Information on the enrolled studies is shown in Tables 1 and 2, including: (I) the first author’s name; (II) year of publication; (III) country or region of origin, ethnicity, and method; (IV) number of cases and controls. Two authors (WJ Jiang and SM Liu) of the study extracted the information independently and screened the citations that met the inclusion criteria. The discrepancies were adjudicated via discussions until a consensus was reached.

Data and statistical analysis

Data were divided into three categories: CAG repeat length of 21–25, which was used as the reference group, CAG length < 21, and CAG length > 25. The GGN repeat length was divided into 2 categories: GGN repeat length ≤ 23, which was used as the reference group, and GGN length > 23. To obtain specific data from these categories, we thoroughly analyzed and carefully obtained information from all the studies that met the inclusion criteria.

We predicted the contribution of AR CAG and GGN repeat polymorphisms to the risk of TC using the Stata software version 11.0. The OR with 95% (CI) was calculated to measure the strength of the associations [31]. A test of heterogeneity of the pooled results was performed using Cochran’s Q test and Higgins I2 statistic [32]. I2 > 50% is considered as a measure of significant heterogeneity. If the result of the Q test was P > 0.10, the OR was analyzed using the fixed-effects model (Mantel–Haenszel method). Otherwise, a random-effects model (DerSimonian–Laird method) was used in cases of significant heterogeneity. Sensitivity analysis was performed to estimate the stability of the results by removing each study from the analysis, one at a time. Publication bias was evaluated using Begg’s funnel plot. In addition to the visual inspection of the funnel plot, a value of P < 0.05 was considered to indicate the presence of significant publication bias [3337].

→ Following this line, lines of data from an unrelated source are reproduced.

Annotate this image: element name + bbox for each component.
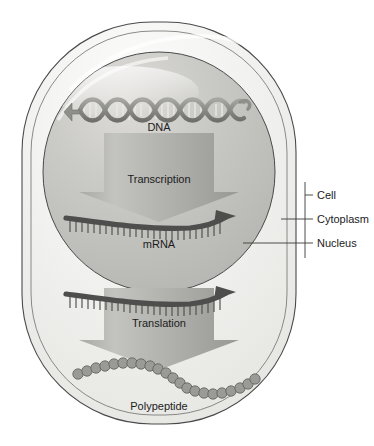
callout-label-nucleus: Nucleus [317, 237, 357, 249]
central-dogma-diagram: Transcription Translation [0, 0, 374, 446]
translation-label: Translation [132, 317, 186, 329]
polypeptide-label: Polypeptide [130, 400, 188, 412]
callout-label-cell: Cell [317, 189, 336, 201]
callout-label-cytoplasm: Cytoplasm [317, 213, 369, 225]
dna-label: DNA [147, 121, 171, 133]
mrna-label: mRNA [143, 238, 176, 250]
diagram-canvas: Transcription Translation [0, 0, 374, 446]
transcription-label: Transcription [127, 173, 190, 185]
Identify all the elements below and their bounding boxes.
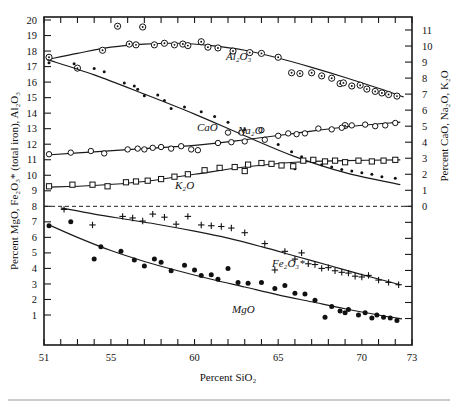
data-point xyxy=(227,121,230,124)
data-point xyxy=(125,147,130,152)
data-point xyxy=(369,316,374,321)
data-point xyxy=(381,158,386,163)
data-point xyxy=(178,144,183,149)
data-point xyxy=(277,143,280,146)
data-point xyxy=(205,44,211,50)
data-point xyxy=(199,273,204,278)
y-right-tick-label: 11 xyxy=(422,25,432,36)
data-point xyxy=(379,90,385,96)
data-point xyxy=(73,62,76,65)
data-point xyxy=(329,127,334,132)
data-point xyxy=(140,24,146,30)
data-point xyxy=(159,260,164,265)
data-point xyxy=(90,182,95,187)
y-left-tick-label: 11 xyxy=(27,154,37,165)
data-point xyxy=(322,159,327,164)
data-point xyxy=(46,54,52,60)
data-point xyxy=(225,130,230,135)
data-point xyxy=(291,164,296,169)
y-left-axis-title: Percent MgO, Fe₂O₃* (total iron), Al₂O₃ xyxy=(8,92,21,270)
data-point xyxy=(198,39,204,45)
data-point xyxy=(394,318,399,323)
data-point xyxy=(275,133,280,138)
data-point xyxy=(242,139,247,144)
data-point xyxy=(115,23,121,29)
y-right-tick-label: 8 xyxy=(422,73,427,84)
data-point xyxy=(46,152,51,157)
data-point xyxy=(329,304,334,309)
data-point xyxy=(46,184,51,189)
y-left-tick-label: 9 xyxy=(32,185,37,196)
data-point xyxy=(195,148,200,153)
data-point xyxy=(213,115,216,118)
data-point xyxy=(236,280,241,285)
y-left-tick-label: 16 xyxy=(27,77,38,88)
data-point xyxy=(88,148,93,153)
data-point xyxy=(297,70,303,76)
curve-label-k2o: K₂O xyxy=(174,179,194,191)
data-point xyxy=(381,315,386,320)
data-point xyxy=(290,150,293,153)
data-point xyxy=(217,165,222,170)
x-tick-label: 55 xyxy=(106,352,117,363)
data-point xyxy=(135,146,140,151)
data-point xyxy=(98,244,103,249)
data-point xyxy=(246,281,251,286)
data-point xyxy=(393,120,398,125)
data-point xyxy=(171,42,177,48)
data-point xyxy=(388,316,393,321)
data-point xyxy=(394,93,400,99)
data-point xyxy=(385,91,391,97)
data-point xyxy=(339,125,344,130)
y-left-tick-label: 18 xyxy=(27,46,38,57)
data-point xyxy=(302,292,307,297)
data-point xyxy=(68,219,73,224)
y-left-tick-label: 14 xyxy=(27,108,38,119)
x-tick-label: 65 xyxy=(273,352,284,363)
y-left-tick-label: 10 xyxy=(27,170,38,181)
data-point xyxy=(338,309,343,314)
data-point xyxy=(156,93,159,96)
data-point xyxy=(152,257,157,262)
harker-variation-diagram: Percent MgO, Fe₂O₃* (total iron), Al₂O₃ … xyxy=(0,0,458,408)
curve-label-fe2o3: Fe₂O₃* xyxy=(271,257,305,269)
y-right-tick-label: 5 xyxy=(422,121,427,132)
y-right-tick-label: 4 xyxy=(422,137,428,148)
data-point xyxy=(370,173,373,176)
y-right-tick-label: 9 xyxy=(422,57,427,68)
data-point xyxy=(286,131,291,136)
y-left-tick-label: 12 xyxy=(27,139,38,150)
data-point xyxy=(161,40,167,46)
data-point xyxy=(150,145,155,150)
data-point xyxy=(394,177,397,180)
data-point xyxy=(142,147,147,152)
data-point xyxy=(136,88,139,91)
y-right-tick-label: 0 xyxy=(422,201,427,212)
data-point xyxy=(245,162,250,167)
data-point xyxy=(332,158,337,163)
data-point xyxy=(151,42,157,48)
data-point xyxy=(262,137,267,142)
data-point xyxy=(282,283,287,288)
y-left-tick-label: 6 xyxy=(32,232,37,243)
data-point xyxy=(168,146,173,151)
y-right-tick-label: 7 xyxy=(422,89,427,100)
data-point xyxy=(158,176,163,181)
data-point xyxy=(360,171,363,174)
x-tick-label: 60 xyxy=(189,352,200,363)
data-point xyxy=(272,286,277,291)
y-left-tick-label: 19 xyxy=(27,30,38,41)
data-point xyxy=(340,80,346,86)
data-point xyxy=(288,70,294,76)
data-point xyxy=(340,168,343,171)
data-point xyxy=(242,168,247,173)
y-left-tick-label: 8 xyxy=(32,201,37,212)
y-left-tick-label: 1 xyxy=(32,310,37,321)
data-point xyxy=(200,110,203,113)
data-point xyxy=(372,88,378,94)
data-point xyxy=(229,140,234,145)
data-point xyxy=(215,140,220,145)
data-point xyxy=(383,123,388,128)
data-point xyxy=(105,184,110,189)
y-left-tick-label: 5 xyxy=(32,247,37,258)
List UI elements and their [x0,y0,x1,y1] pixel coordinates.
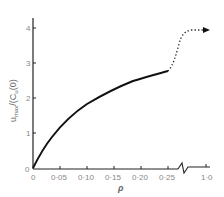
data-line-solid [33,71,168,168]
x-axis-break [178,163,210,173]
x-tick-label: 0·25 [159,173,176,182]
x-tick-label: 0·20 [132,173,149,182]
y-tick-label: 0 [25,165,30,174]
x-ticks [60,164,206,169]
x-tick-label: 0·05 [51,173,68,182]
arrow-head-icon [203,27,210,33]
x-tick-label: 0·10 [78,173,95,182]
x-axis-label: ρ [117,183,124,193]
x-tick-label: 1·0 [201,173,213,182]
y-tick-label: 4 [26,24,31,33]
x-tick-label: 0·15 [105,173,122,182]
y-axis-label: umax/(Cu(0) [8,79,19,122]
x-tick-label: 0 [31,173,36,182]
y-tick-label: 1 [26,129,31,138]
data-line-dotted [168,30,204,71]
y-tick-label: 3 [26,59,31,68]
y-tick-label: 2 [26,94,31,103]
chart: 0 1 2 3 4 0 0·05 0·10 0·15 0·20 0·25 1·0… [0,0,224,197]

ACKNOWLEDGMENTS AND FUNDING

We appreciate the assistance from all the members of our laboratory. This study was supported by the Medical Health and Scientific Research Foundation of Nanjing Military Command (No. 2014MS098), the Key Foundation of Jiangsu Science and Technology Bureau (No. BM2013058), and the Foundation of Nanjing General Hospital of Nanjing Military Command, PLA. (No. 2014044).

CONFLICTS OF INTEREST

The authors declare that no conflicts of interest are associated with this publication.